“What you say is true, Mr. Strawn, only we are measuring results by different standards. If I could journey your road with a blythe heart, free from regret, when glory and honor came, I should revel in it and die, perhaps, happy and contented. But constituted as I am, when I began to travel along that road, from its dust there would arise to haunt me the ghosts of those of my fellowmen who had lived and died without opportunity. The cold and hungry, the sick and suffering poor, would seem to cry to me that I had abandoned them in order that I might achieve distinction and success, and there would be for me no peace.”

And here Gloria touched his hand with hers, that he might know her thoughts and sympathy were at one with his.

Philip was human enough to feel a glow of satisfaction at having achieved so much reputation. A large part of it, he felt, was undeserved and rather hysterical, but that he had been able to do a big thing made him surer of his ground in his new field of endeavor. He believed, too, that it would aid him largely in obtaining the confidence of those with whom he expected to work and of those he expected to work for.

Chapter VIII

The Story of the Levinskys

As soon as public attention was brought to Philip in such a generous way, he received many offers to write for the press and magazines, and also to lecture.

He did not wish to draw upon his father’s slender resources, and yet he must needs do something to meet his living expenses, for during the months of his inactivity, he had drawn largely upon the small sum which he had saved from his salary.

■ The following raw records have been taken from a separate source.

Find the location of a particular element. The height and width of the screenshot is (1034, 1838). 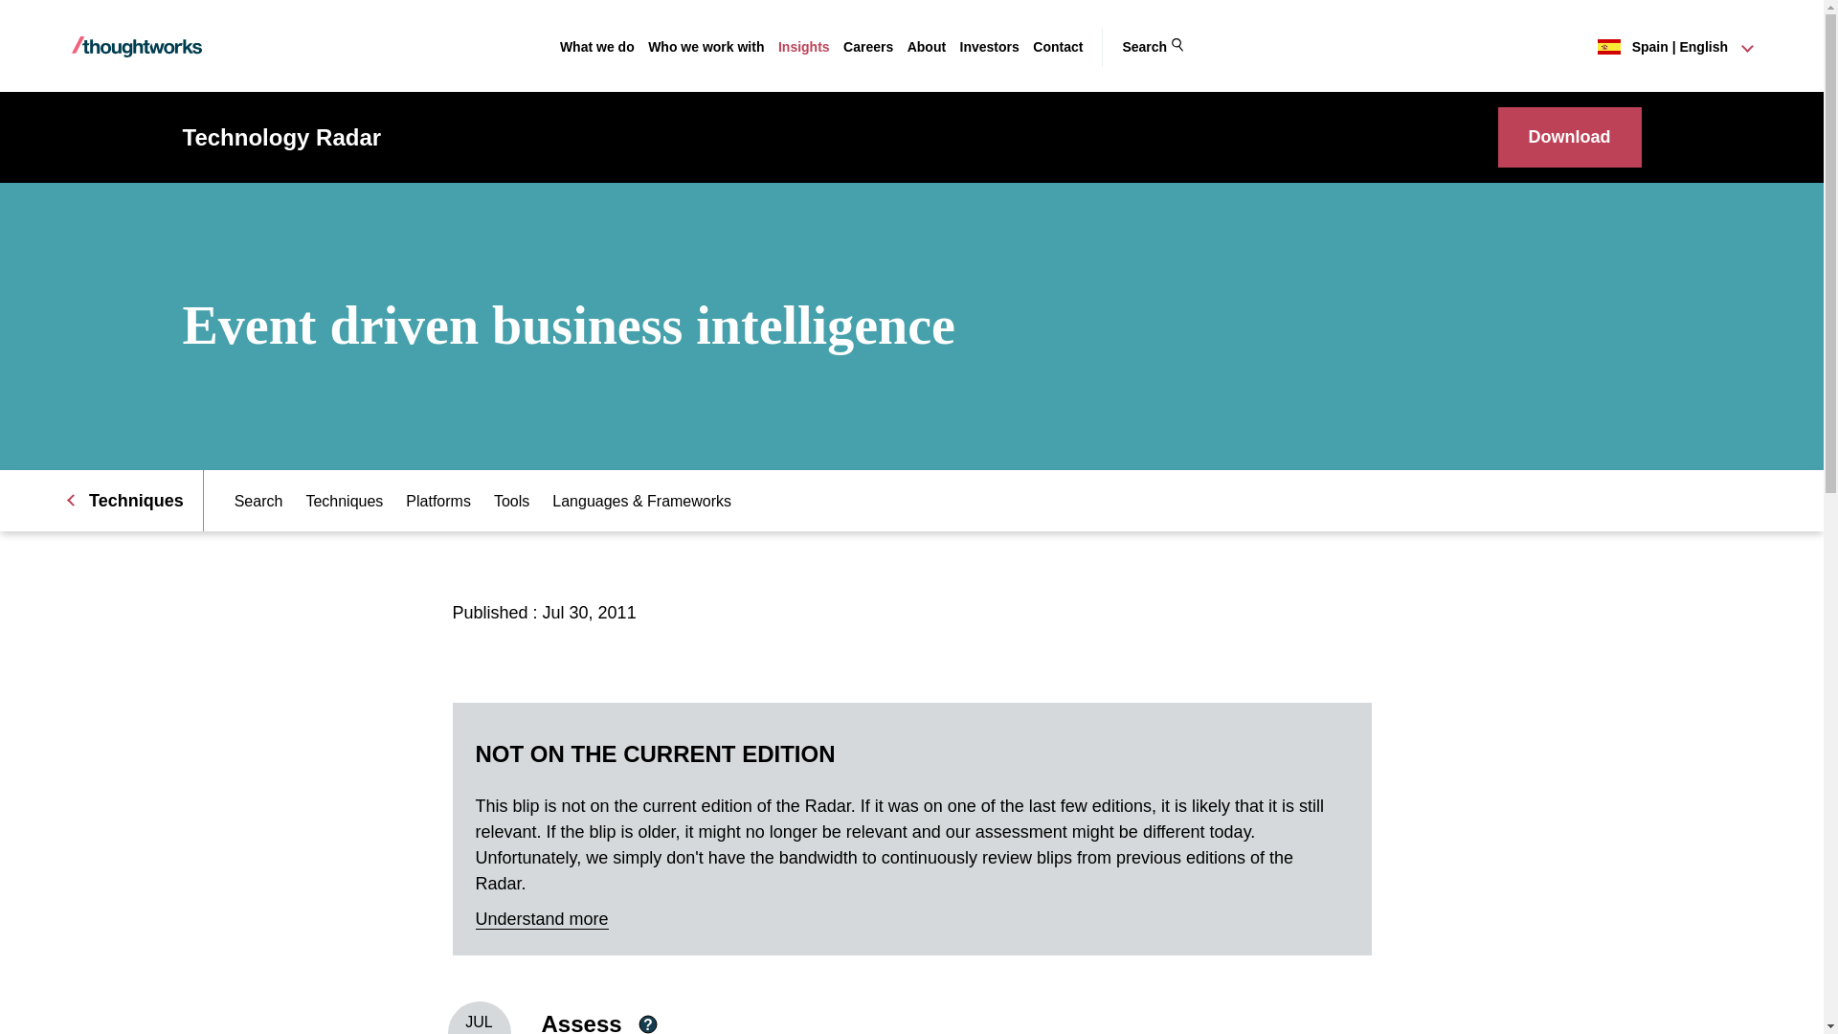

Insights is located at coordinates (804, 47).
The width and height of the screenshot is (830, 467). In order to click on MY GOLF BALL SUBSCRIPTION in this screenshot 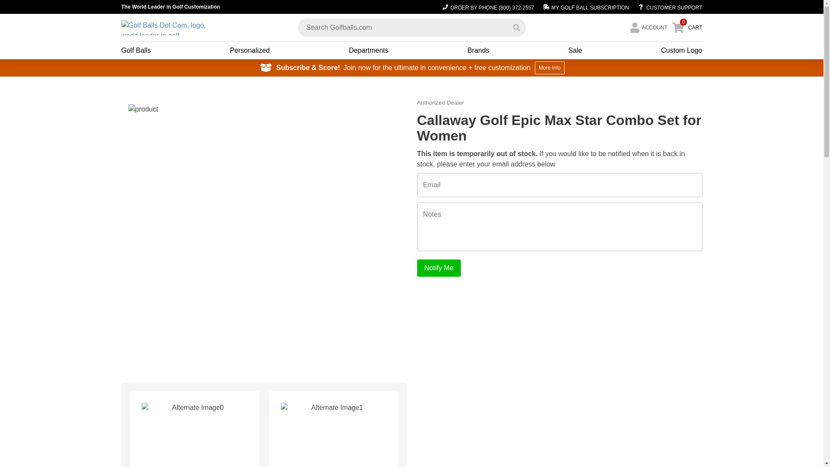, I will do `click(586, 7)`.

The Strawns were insistent that he should continue to make their home his own, but this he was unwilling to do. So he rented an inexpensive room over a small hardware store in the East Side tenement district. He thought of getting in one of the big, evil-smelling tenement houses so that he might live as those he came to help lived, but he abandoned this because he feared he might become too absorbed in those immediately around him.

What he wanted was a broader view. His purpose was not so much to give individual help as to formulate some general plan and to work upon those lines.